## WHAT YOU SHOULD DO
What are the lines from the one with "Find the location of a particular element. The image" through the end of the records below, written out exactly and without the pictures?

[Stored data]
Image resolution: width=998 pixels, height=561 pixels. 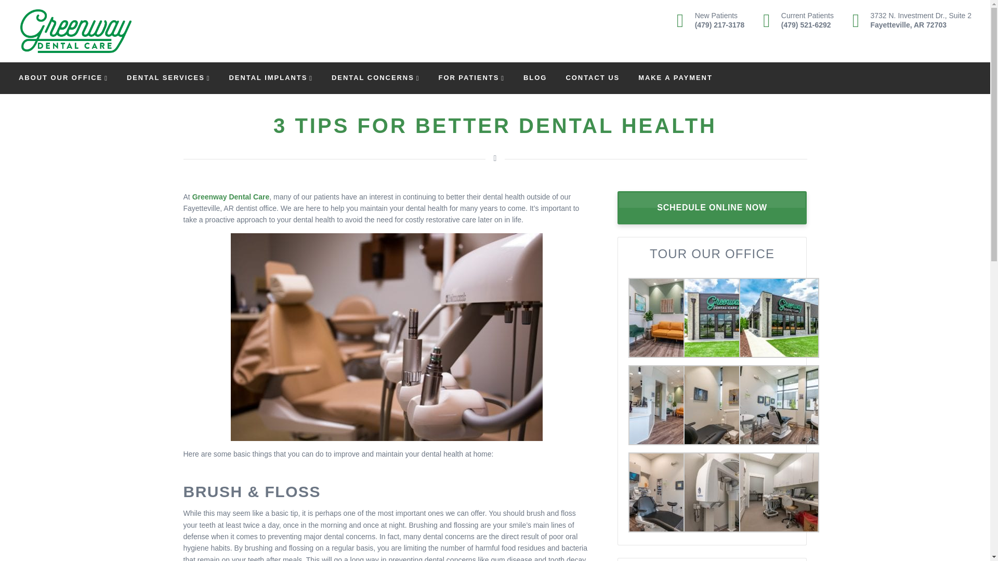 I want to click on FOR PATIENTS, so click(x=168, y=77).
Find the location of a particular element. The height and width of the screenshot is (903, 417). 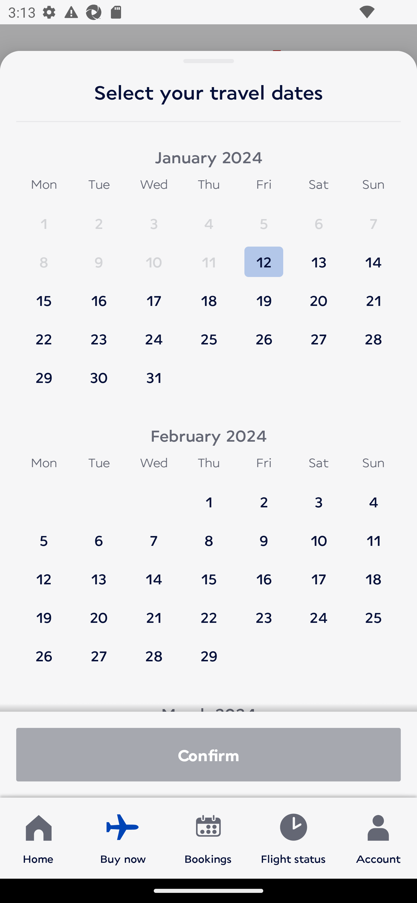

7 is located at coordinates (153, 535).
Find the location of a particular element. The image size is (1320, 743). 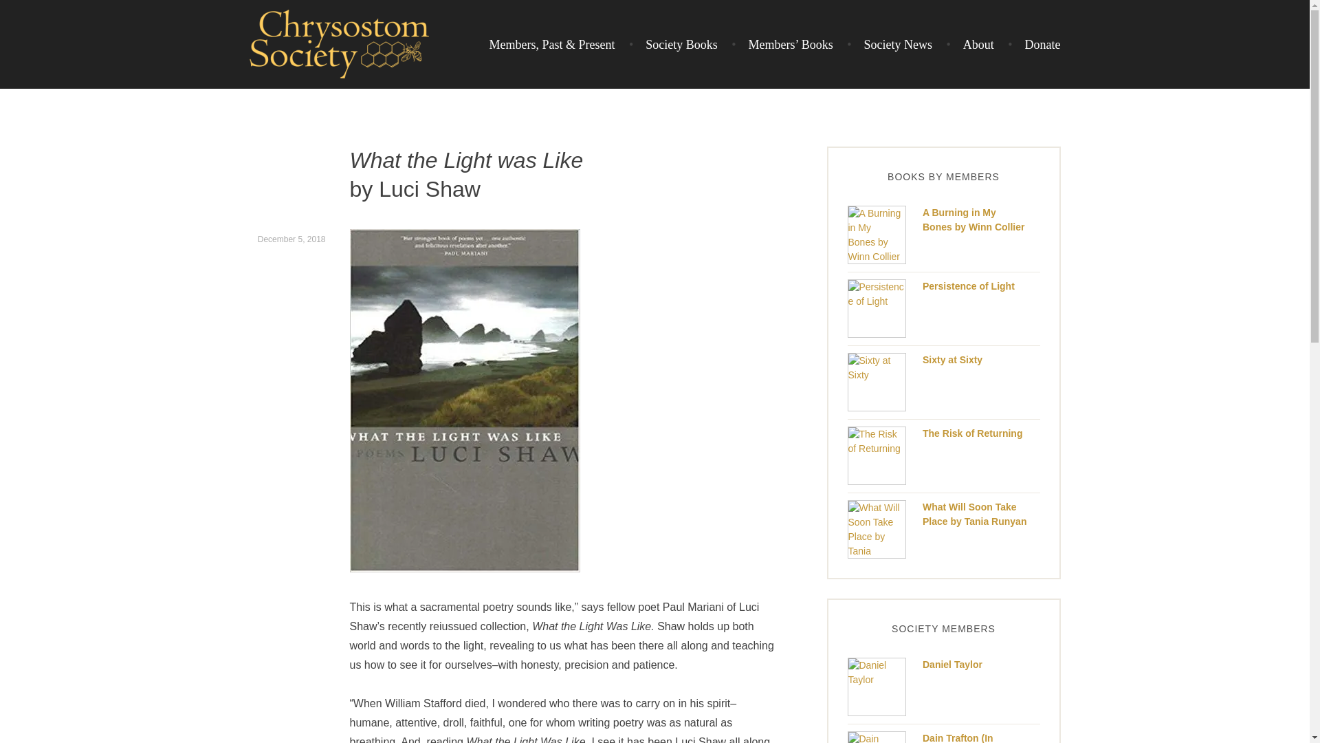

CHRYSOSTOM SOCIETY is located at coordinates (401, 103).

## ANSWER TO THE EXERCISE
Find the location of a particular element. The image size is (1320, 743). 

CHRYSOSTOM SOCIETY is located at coordinates (401, 103).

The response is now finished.